The experiential element of OiOi’s technology creates seemingly limitless possibilities – particularly for children. It can provide exciting learning environments, activate exercise, encourage self-expression and support emotional intelligence.

‘We believe that free education for all humans, with the best possible methods at hand, is the key to a sustainable future. Storytelling – the oldest form of knowledge transfer – enables us to imagine what a sustainable world would look like.’

SAMI KÄMPPI
Co-founder of OiOi

Whatever their intended purpose, interactive installations bring people together and help to give a voice to those who might otherwise have been silent, including children with autism or other special educational needs. People are encouraged to express themselves and learn new things, and often find themselves at the centre of that educational journey.

‘We often empower our audience to be part of the content creation’, Sami explains, ‘especially in learning environments. Letting the pupils develop the content is the best way for them to learn! We believe in empowering the children to actively co-create their own future.’

Supercharged fairytales

For a recent project, OiOi joined forces with MusicFairyTales to create a smartwall with content that engages all the senses and uses music to teach and entertain.

Satuseinä Storywall, which was piloted at the Helsinki Music Centre in Autumn 2020, is a room-sized interactive wall, on which children can experience animated stories set to classical music. When children touch the wall with their hands, they can make music with a ‘fantasy instrument’ and paint different canvases while listening to classical music.

The idea is to paint what you hear; no musical skills are required and it’s impossible to play a ‘wrong’ note.

‘Classical music has been found to boost concentration and enhance linguistic and cognitive skills’, explains Teemu Laasanen, founder of MusicFairyTales. ‘Our stories are both narrated and subtitled, supporting those with reading disabilities.

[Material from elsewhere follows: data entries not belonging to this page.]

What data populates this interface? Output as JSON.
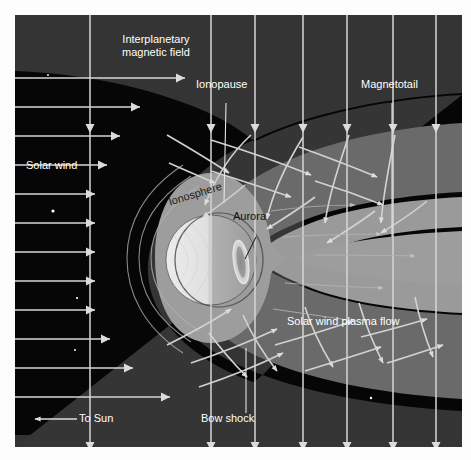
{
  "figure": {
    "kind": "planetary-magnetosphere-diagram",
    "background_color": "#060606",
    "page_color": "#fdfdfd"
  },
  "palette": {
    "space_black": "#060606",
    "bow_shock_band": "#3b3b3b",
    "magnetosheath": "#6e6e6e",
    "ionosphere_shell": "#9a9a9a",
    "plasma_tail": "#8d8d8d",
    "planet_day_side": "#e2e2e2",
    "planet_night_side": "#a6a6a6",
    "aurora": "#d8d8d8",
    "arrow_white": "#dcdcdc",
    "leader_line": "#e8e8e8",
    "star": "#ffffff"
  },
  "labels": {
    "interplanetary_field_line1": "Interplanetary",
    "interplanetary_field_line2": "magnetic field",
    "ionopause": "Ionopause",
    "magnetotail": "Magnetotail",
    "solar_wind": "Solar wind",
    "ionosphere": "Ionosphere",
    "aurora": "Aurora",
    "solar_wind_plasma_flow": "Solar wind plasma flow",
    "to_sun": "To Sun",
    "bow_shock": "Bow shock"
  },
  "label_positions": {
    "interplanetary_field": {
      "x": 96,
      "y": 28
    },
    "ionopause": {
      "x": 197,
      "y": 78
    },
    "magnetotail": {
      "x": 364,
      "y": 78
    },
    "solar_wind": {
      "x": 26,
      "y": 158
    },
    "ionosphere": {
      "x": 170,
      "y": 192
    },
    "aurora": {
      "x": 234,
      "y": 210
    },
    "solar_wind_plasma_flow": {
      "x": 291,
      "y": 313
    },
    "to_sun": {
      "x": 76,
      "y": 419
    },
    "bow_shock": {
      "x": 199,
      "y": 419
    }
  },
  "chart_data": {
    "type": "diagram",
    "regions": [
      {
        "name": "interplanetary space",
        "fill": "#060606"
      },
      {
        "name": "bow shock sheath",
        "fill": "#3b3b3b"
      },
      {
        "name": "magnetosheath",
        "fill": "#6e6e6e"
      },
      {
        "name": "ionosphere shell",
        "fill": "#9a9a9a"
      },
      {
        "name": "plasma tail",
        "fill": "#8d8d8d"
      },
      {
        "name": "planet",
        "day_fill": "#e2e2e2",
        "night_fill": "#a6a6a6"
      }
    ],
    "planet": {
      "cx": 196,
      "cy": 245,
      "r": 45,
      "terminator_x": 196
    },
    "aurora_oval": {
      "cx": 226,
      "cy": 247,
      "rx": 7,
      "ry": 22,
      "rotation": -8
    },
    "vertical_field_lines_x": [
      75,
      196,
      240,
      288,
      332,
      378,
      421
    ],
    "horizontal_solar_wind_y": [
      63,
      92,
      121,
      150,
      179,
      208,
      237,
      266,
      295,
      324,
      353,
      382
    ],
    "flow_arrow_color": "#dcdcdc"
  },
  "stars": [
    {
      "x": 38,
      "y": 196,
      "r": 1.6
    },
    {
      "x": 33,
      "y": 60,
      "r": 0.9
    },
    {
      "x": 62,
      "y": 283,
      "r": 1.1
    },
    {
      "x": 60,
      "y": 335,
      "r": 1.0
    },
    {
      "x": 83,
      "y": 373,
      "r": 1.0
    },
    {
      "x": 119,
      "y": 400,
      "r": 1.0
    },
    {
      "x": 268,
      "y": 413,
      "r": 1.4
    },
    {
      "x": 307,
      "y": 53,
      "r": 0.9
    },
    {
      "x": 262,
      "y": 74,
      "r": 0.9
    },
    {
      "x": 333,
      "y": 422,
      "r": 1.5
    },
    {
      "x": 388,
      "y": 412,
      "r": 1.1
    },
    {
      "x": 420,
      "y": 430,
      "r": 1.0
    },
    {
      "x": 356,
      "y": 383,
      "r": 1.2
    },
    {
      "x": 405,
      "y": 360,
      "r": 0.9
    }
  ]
}
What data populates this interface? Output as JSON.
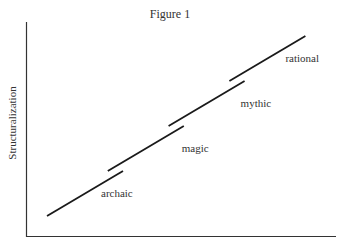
{
  "title": "Figure 1",
  "chart_data": {
    "type": "line",
    "title": "Figure 1",
    "xlabel": "",
    "ylabel": "Structuralization",
    "grid": false,
    "legend": "none",
    "series": [
      {
        "name": "archaic",
        "x": [
          0.0,
          1.0
        ],
        "y": [
          0.0,
          1.0
        ]
      },
      {
        "name": "magic",
        "x": [
          0.8,
          1.8
        ],
        "y": [
          1.0,
          2.0
        ]
      },
      {
        "name": "mythic",
        "x": [
          1.6,
          2.6
        ],
        "y": [
          2.0,
          3.0
        ]
      },
      {
        "name": "rational",
        "x": [
          2.4,
          3.4
        ],
        "y": [
          3.0,
          4.0
        ]
      }
    ],
    "labels": [
      "archaic",
      "magic",
      "mythic",
      "rational"
    ]
  },
  "colors": {
    "line": "#1a1a1a",
    "axis": "#333333",
    "text": "#333333"
  }
}
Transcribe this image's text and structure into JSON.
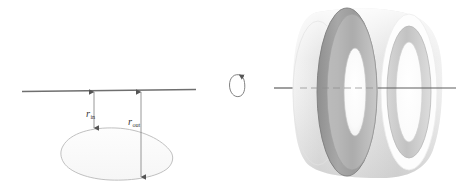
{
  "figure": {
    "canvas": {
      "width": 456,
      "height": 187,
      "background": "#ffffff"
    },
    "colors": {
      "axis_line": "#6f6f6f",
      "label_text": "#3b3b3b",
      "measure_arrow": "#555555",
      "region_outline": "#b9b9b9",
      "region_fill": "#fbfbfb",
      "torus_outer_light": "#eeeeee",
      "torus_outer_mid": "#dedede",
      "torus_band_dark": "#9a9a9a",
      "torus_band_mid": "#bdbdbd",
      "torus_hole_white": "#ffffff",
      "rotation_arrow": "#555555"
    },
    "left_panel": {
      "name": "cross-section-diagram",
      "axis": {
        "name": "axis-of-revolution",
        "x1": 22,
        "y1": 91,
        "x2": 196,
        "y2": 90
      },
      "region": {
        "name": "planar-region",
        "description": "lens / leaf shaped closed region below the axis",
        "bounds": {
          "x": 62,
          "y": 128,
          "width": 110,
          "height": 52
        }
      },
      "measures": [
        {
          "name": "r-in",
          "label_main": "r",
          "label_sub": "in",
          "label_x": 88,
          "label_y": 116,
          "arrow_x": 94,
          "arrow_top": 92,
          "arrow_bottom": 128,
          "double_headed": true
        },
        {
          "name": "r-out",
          "label_main": "r",
          "label_sub": "out",
          "label_x": 131,
          "label_y": 124,
          "arrow_x": 141,
          "arrow_top": 92,
          "arrow_bottom": 177,
          "double_headed": true
        }
      ]
    },
    "rotation_indicator": {
      "name": "rotation-arrow",
      "center_x": 237,
      "center_y": 84,
      "rx": 7.5,
      "ry": 11.5
    },
    "right_panel": {
      "name": "solid-of-revolution",
      "description": "three dimensional washer / torus-like solid shown in gray shading",
      "bounds": {
        "x": 293,
        "y": 8,
        "width": 150,
        "height": 170
      },
      "axis": {
        "name": "axis-of-revolution-3d",
        "x1": 274,
        "y1": 88,
        "x2": 456,
        "y2": 88
      },
      "features": [
        {
          "name": "outer-surface",
          "kind": "shell"
        },
        {
          "name": "cut-band-dark",
          "kind": "annulus"
        },
        {
          "name": "inner-hole-left",
          "kind": "hole"
        },
        {
          "name": "inner-hole-right",
          "kind": "hole"
        }
      ]
    }
  }
}
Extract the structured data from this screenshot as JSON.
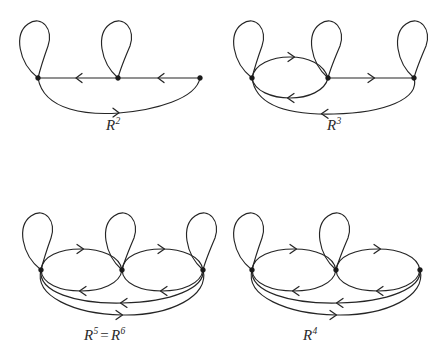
{
  "figure": {
    "type": "diagram",
    "background_color": "#ffffff",
    "stroke_color": "#252525",
    "vertex_color": "#1a1a1a",
    "panel_count": 4
  },
  "panels": [
    {
      "id": "panel-r2",
      "label_text": "R",
      "label_exponent": "2",
      "label_plain": "R^2",
      "position": "top-left",
      "vertices": 3,
      "loops": [
        "left",
        "middle"
      ],
      "edges": [
        {
          "from": "middle",
          "to": "left",
          "shape": "straight",
          "arrow": "left"
        },
        {
          "from": "right",
          "to": "middle",
          "shape": "straight",
          "arrow": "left"
        },
        {
          "from": "left",
          "to": "right",
          "shape": "lower-arc-deep",
          "arrow": "right"
        }
      ]
    },
    {
      "id": "panel-r3",
      "label_text": "R",
      "label_exponent": "3",
      "label_plain": "R^3",
      "position": "top-right",
      "vertices": 3,
      "loops": [
        "left",
        "middle",
        "right"
      ],
      "edges": [
        {
          "from": "left",
          "to": "middle",
          "shape": "upper-arc",
          "arrow": "right"
        },
        {
          "from": "middle",
          "to": "left",
          "shape": "lower-arc",
          "arrow": "left"
        },
        {
          "from": "middle",
          "to": "right",
          "shape": "straight",
          "arrow": "right"
        },
        {
          "from": "right",
          "to": "left",
          "shape": "lower-arc-deep",
          "arrow": "left"
        }
      ]
    },
    {
      "id": "panel-r5-r6",
      "label_text": "R",
      "label_exponent": "5",
      "label_text2": "R",
      "label_exponent2": "6",
      "label_equals": "=",
      "label_plain": "R^5 = R^6",
      "position": "bottom-left",
      "vertices": 3,
      "loops": [
        "left",
        "middle",
        "right"
      ],
      "edges": [
        {
          "from": "left",
          "to": "middle",
          "shape": "upper-arc",
          "arrow": "right"
        },
        {
          "from": "middle",
          "to": "left",
          "shape": "lower-arc",
          "arrow": "left"
        },
        {
          "from": "middle",
          "to": "right",
          "shape": "upper-arc",
          "arrow": "right"
        },
        {
          "from": "right",
          "to": "middle",
          "shape": "lower-arc",
          "arrow": "left"
        },
        {
          "from": "right",
          "to": "left",
          "shape": "lower-arc-mid",
          "arrow": "left"
        },
        {
          "from": "left",
          "to": "right",
          "shape": "lower-arc-deep",
          "arrow": "right"
        }
      ]
    },
    {
      "id": "panel-r4",
      "label_text": "R",
      "label_exponent": "4",
      "label_plain": "R^4",
      "position": "bottom-right",
      "vertices": 3,
      "loops": [
        "left",
        "middle"
      ],
      "edges": [
        {
          "from": "left",
          "to": "middle",
          "shape": "upper-arc",
          "arrow": "right"
        },
        {
          "from": "middle",
          "to": "left",
          "shape": "lower-arc",
          "arrow": "left"
        },
        {
          "from": "middle",
          "to": "right",
          "shape": "upper-arc",
          "arrow": "right"
        },
        {
          "from": "right",
          "to": "middle",
          "shape": "lower-arc",
          "arrow": "left"
        },
        {
          "from": "right",
          "to": "left",
          "shape": "lower-arc-mid",
          "arrow": "left"
        },
        {
          "from": "left",
          "to": "right",
          "shape": "lower-arc-deep",
          "arrow": "right"
        }
      ]
    }
  ],
  "labels": {
    "r2": "R2",
    "r3": "R3",
    "r5r6": "R5 = R6",
    "r4": "R4"
  }
}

The wall has been found to increase equality among its users; children tend to be more social with each other, and up to 10 can play together at the same time.’

OiOi’s collaboration with MusicFairyTales kicked off with an interactive live concert. ‘We streamed the music from the concert hall, where the Mikkeli String Orchestra was playing, to an interactive wall’, Teemu explains. ‘In the nearby Chamber Music Hall, children were encouraged to ‘paint’ the music they heard with their hands and soft brushes.’

The paintings were streamed live to the concert hall, where parents could see how their children experienced and visualised the music they could hear. ‘After the concert, the visual artists – the children – came to the stage to bow and receive ovations, together with the orchestra’, Sami remembers. ‘It created an emotional moment and memory for us all.’

Digital tech for good

There’s clear educational potential in OiOi’s collaboration with MusicFairyTales, and the team is currently working on content that will help children to be more focused and creative while learning important social and emotional skills.

But shouldn’t we be helping kids to move away from a world saturated with tech and digital experiences? ‘To some extent, yes’, acknowledges Teemu; ‘but digitality is a big part of our lives and will not go away. It is best to try to use tech to benefit us and our children.’

I pressed the matter: won’t the simple pleasure of reading a fairytale in a book seem boring by comparison? ‘Nothing will ever take away the pure pleasure of reading a book, or listening to someone reading a book to you’, Teemu assured me. ‘But aren’t you curious to find out how the pleasure can be enhanced?’

For now, enhancements on the tech side include touch-sensitive screens made from wood instead of plastic, plus new installations for museums and science centres.

‘We want to show that content and digital technology can be created and used in a sustainable way, where we give back more than we take – both to people and the planet’, Sami tells us. ‘Every action counts.’